Thursday, May 04, 2006
The Wave of Panic
Quizzes and tests just seem to inspire posts. Maybe because I can type without looking at my keyboard so I can do this and still watch for cheaters
I call this testing phenomenon the "wave of panic" someone will ask a "stupid" question about a problem "just to be sure." Today it was this: "A regular hexagon has a side length of 6 cm." This inspires the question of "is six the side length or half the side length?" To which I respond it is the SIDE LENGTH. Other students overhear this question and start to panic and I get asked the same question or even sillier ones because of it. "Do you mean 6 is the perimeter?" "So 6 is the radius right?"
My other favorite from today. In one of my problems I made a mistake. The directions say find the area of the regular pentagon pictured.
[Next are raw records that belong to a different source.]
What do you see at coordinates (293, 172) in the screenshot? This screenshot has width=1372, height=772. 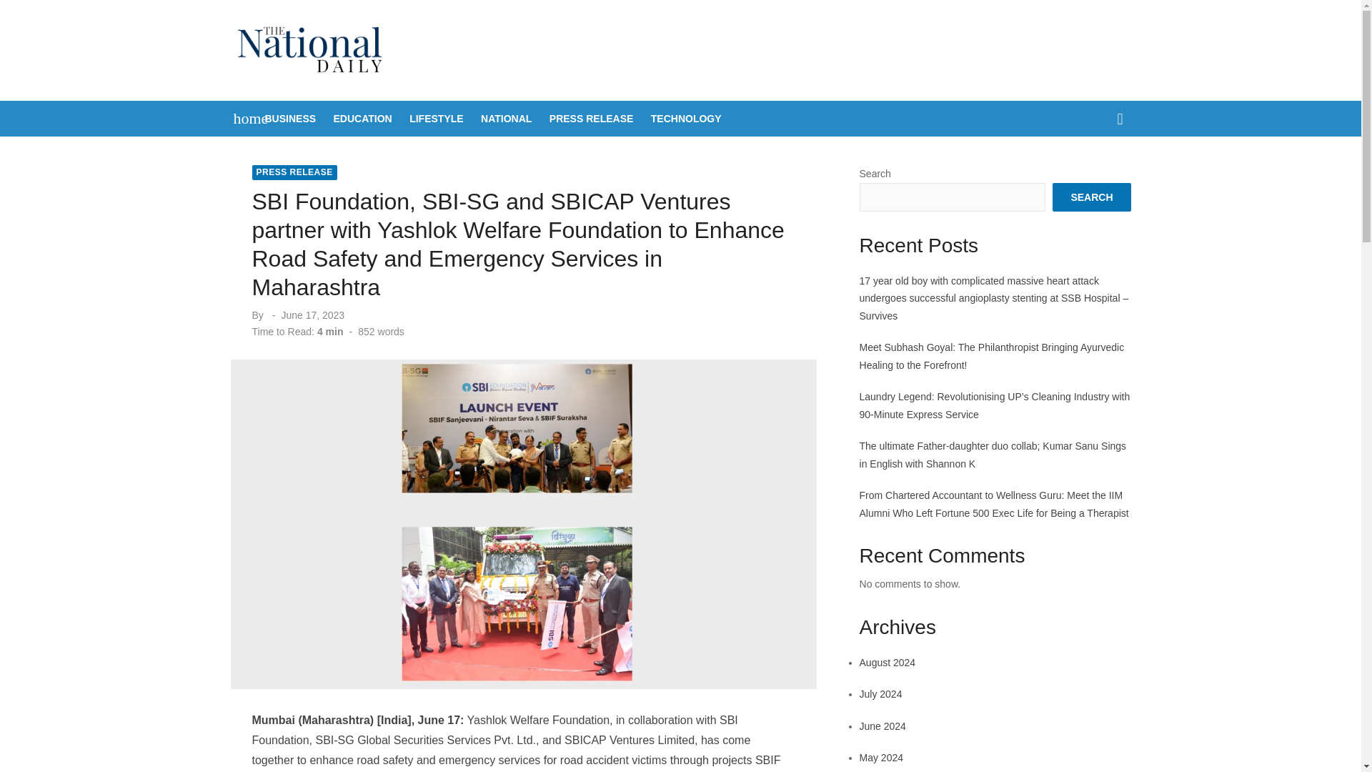 I see `PRESS RELEASE` at bounding box center [293, 172].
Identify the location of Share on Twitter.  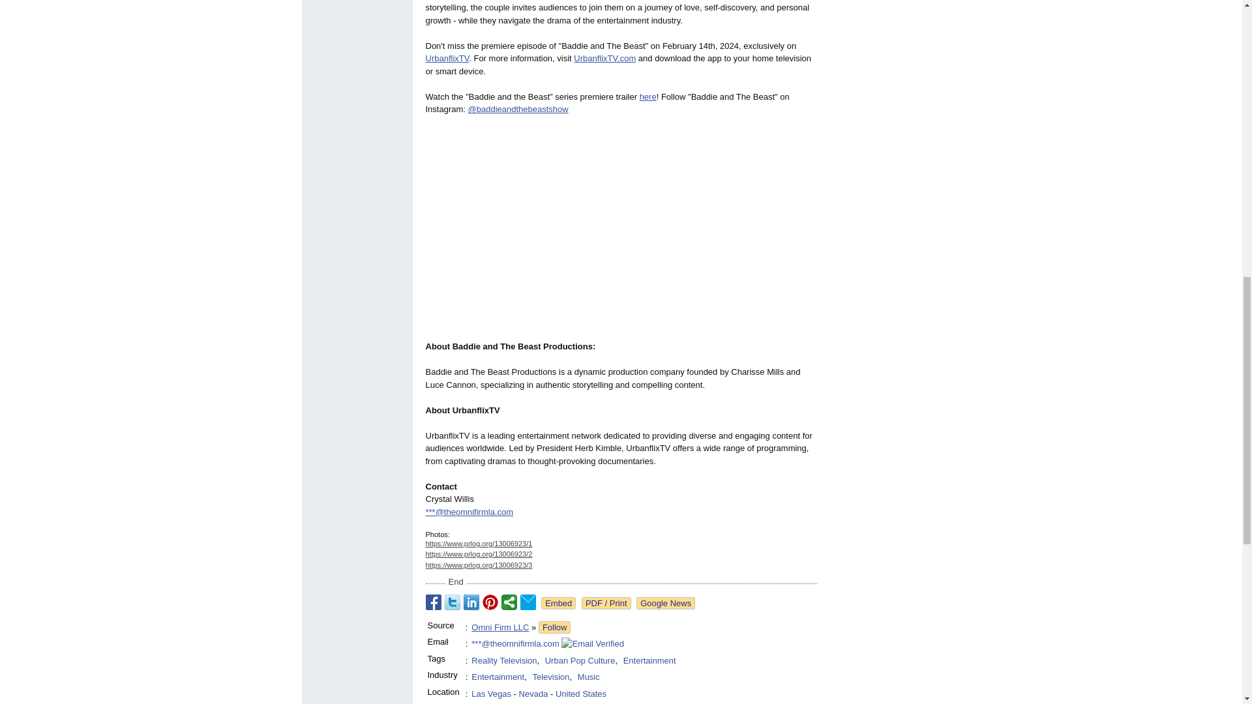
(452, 602).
Then I have a drawing of a hexagon with parts labeled. So I tell the class to cross out the word pentagon and replace it with the word hexagon. No one listens and I get the questions asked 3 or 4 more times. I tell one student and she response with "oh I don't read the directions so I wouldn't have even noticed." Makes me wish that I could tape record that and play it back for her when she gets her grade. . .
I call this testing phenomenon the "wave of panic" someone will ask a "stupid" question about a problem "just to be sure." Today it was this: "A regular hexagon has a side length of 6 cm." This inspires the question of "is six the side length or half the side length?" To which I respond it is the SIDE LENGTH. Other students overhear this question and start to panic and I get asked the same question or even sillier ones because of it. "Do you mean 6 is the perimeter?" "So 6 is the radius right?"
My other favorite from today. In one of my problems I made a mistake. The directions say find the area of the regular pentagon pictured. Then I have a drawing of a hexagon with parts labeled. So I tell the class to cross out the word pentagon and replace it with the word hexagon. No one listens and I get the questions asked 3 or 4 more times. I tell one student and she response with "oh I don't read the directions so I wouldn't have even noticed." Makes me wish that I could tape record that and play it back for her when she gets her grade. . .
Tuesday, May 02, 2006
Fundraisers . .
how I hate thee. Maybe I don't have a reasonable understanding of this having only worked in a classroom and never in an office setting but why in the world must we ALWAYS have AT LEAST 4 fundraisers going on at a time. Yes I want to save the whales, and the ozone, and feed the hungry, and support the homeless shelter, and the SPCA, and the hurricane victims, and so on. But is the answer really hitting up teachers and students everytime someone hears of a cause that needs help? I can't buy any more flowers, candy, pizza, discount cards etc. I am so sick of being asked to support every cause my students are doing. Isn't there a better way?